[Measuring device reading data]
━━━━━━━━━━━━━━━━
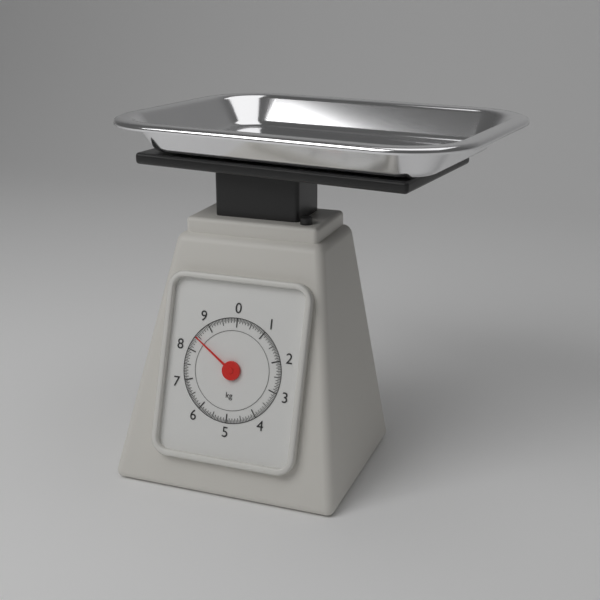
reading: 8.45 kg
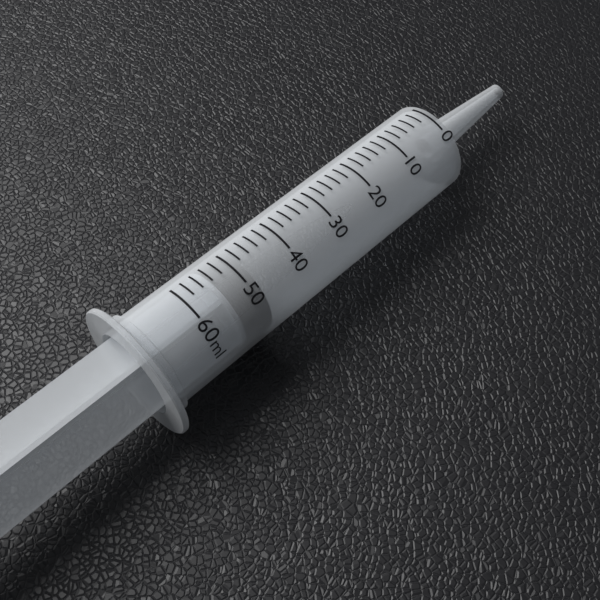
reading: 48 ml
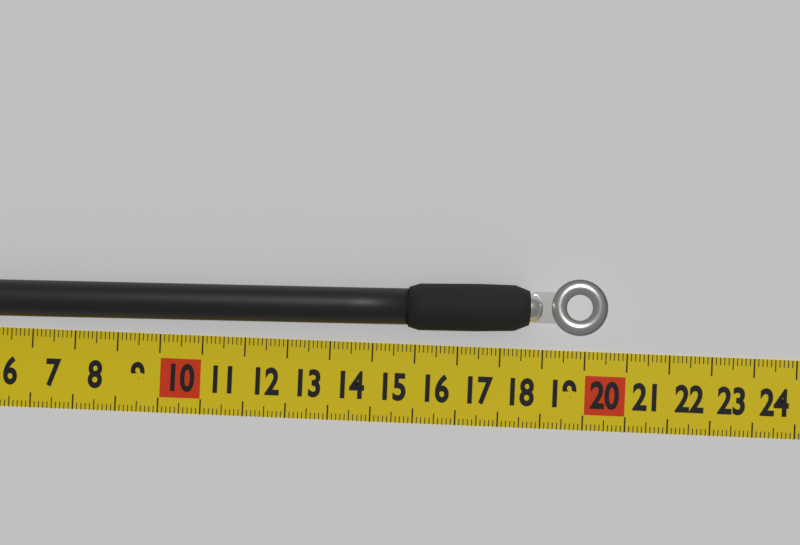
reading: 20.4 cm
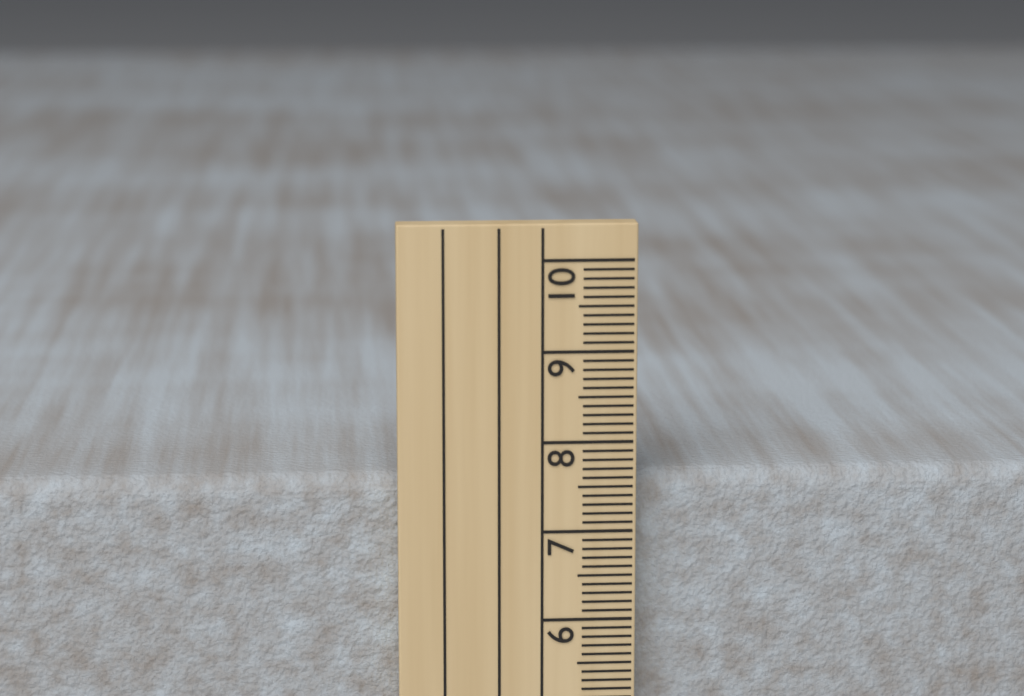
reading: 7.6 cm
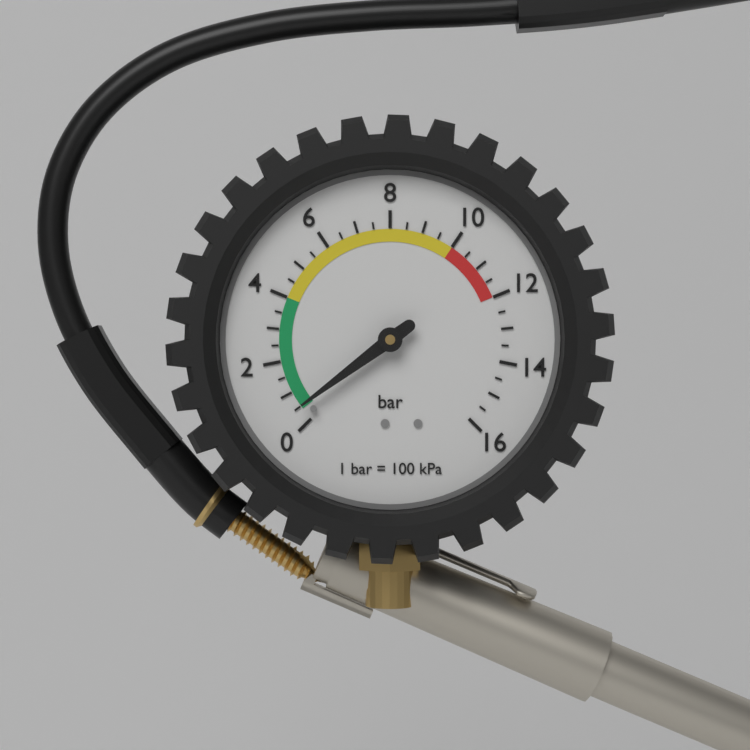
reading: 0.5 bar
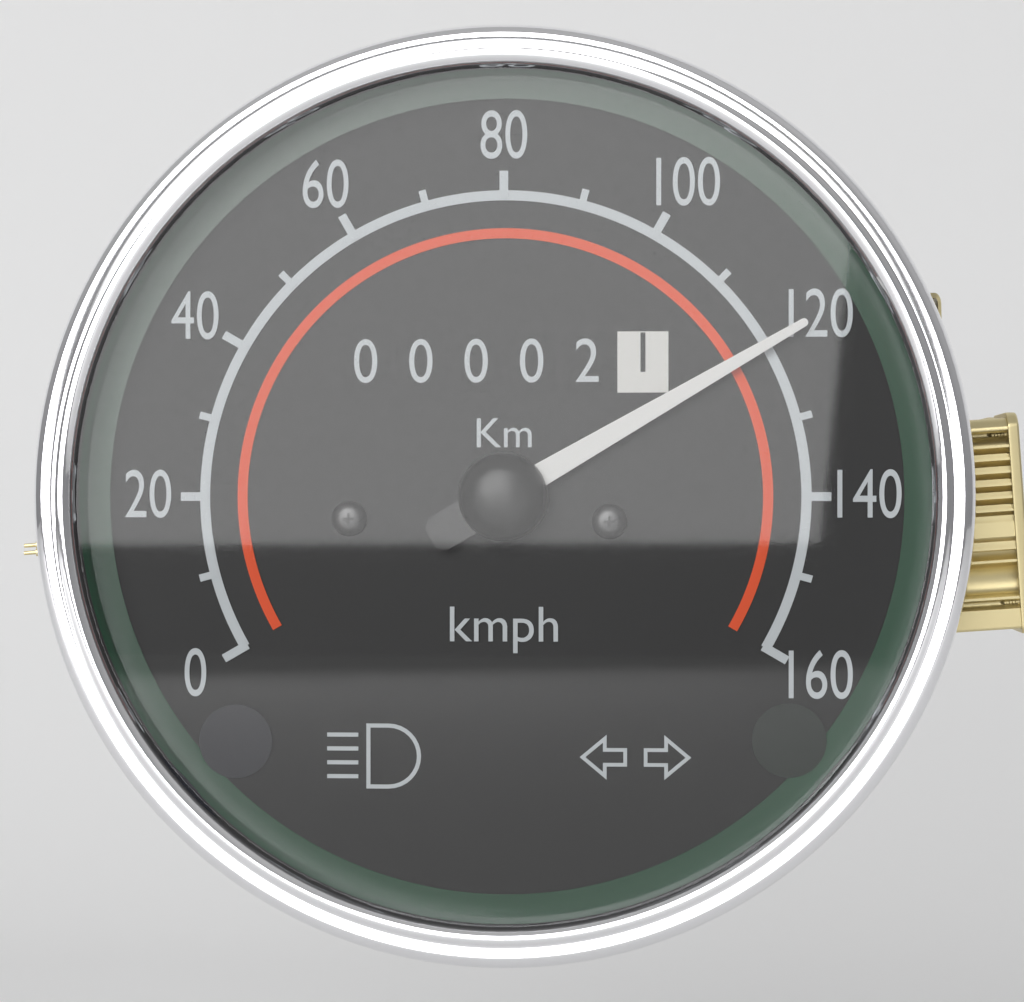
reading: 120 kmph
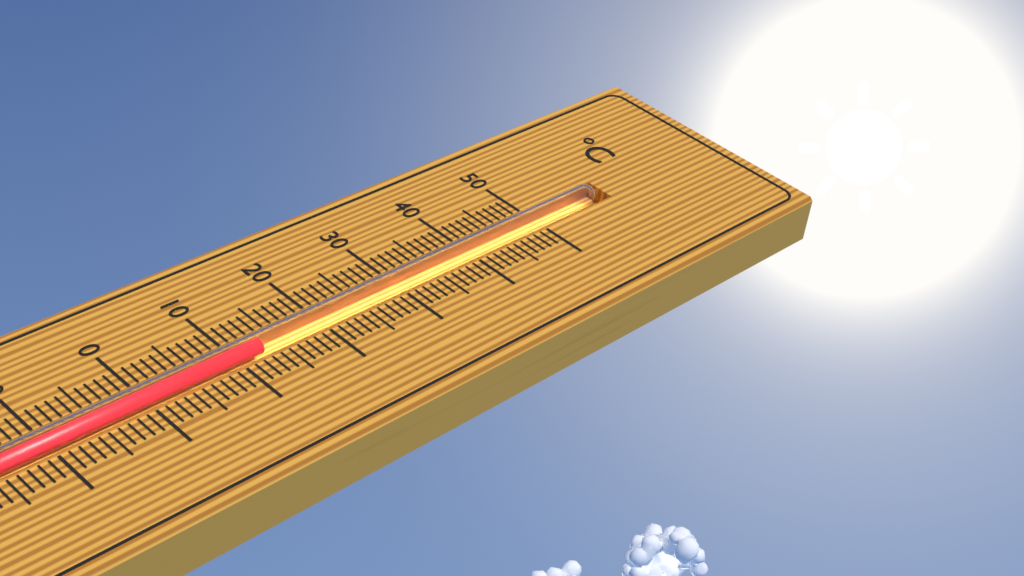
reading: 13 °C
━━━━━━━━━━━━━━━━
### EXERCISE
The answer must be an exact reproduction of the records, with every picture left out.

### YOUR SOLUTION
reading: 8.45 kg
reading: 48 ml
reading: 20.4 cm
reading: 7.6 cm
reading: 0.5 bar
reading: 120 kmph
reading: 13 °C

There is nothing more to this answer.